The hydrographic survey map, McDonald said, is a visual record of points of diversion and irrigated acreage used during the investigation; the maps are not filed with the court but will be digitized and posted online. He described the map legend and page format (each page intended to be approximately 2 feet by 3 feet), and that map symbols are color-coded to show rights allowed, disallowed, or abandoned (abandoned refers to the water right being abandoned, not necessarily that a well structure is abandoned).

Several attendees asked questions about individual claims. A resident asked why a claim that appears on the map was not included in the proposed determination; McDonald said staff would address specific cases individually after the recorded portion of the meeting and provided contact information for the public inquiry team. Staff also reiterated that links to the proposed determination, hydrographic maps and the presentation are available on the public meeting information page and that earlier public meetings and recordings are on the division’s YouTube channel.

How to object: McDonald noted that the notice to water users in the proposed determination includes the civil case number and filing instructions and that objections must be submitted to the court within the 90-day period that ends June 18. He invited anyone with specific questions to remain after the recording for one-on-one assistance.
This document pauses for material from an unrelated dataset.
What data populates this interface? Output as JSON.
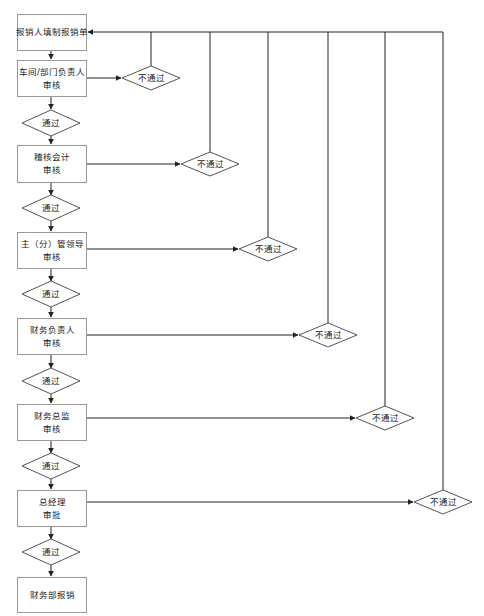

The presentation repeated that the priority schedule matters because Utah water is allocated under the prior-appropriation doctrine; in shortages, the priority date determines who receives water first. Staff also explained that some entries include distribution schedules because they are decree rights and that the alphabetical index in the proposed determination lists owners, points of diversion, water-right numbers and page numbers for reference.

No final court actions or votes were taken at the meeting; staff presented information and answered questions and will proceed with objection resolution and subsequent court filings as appropriate.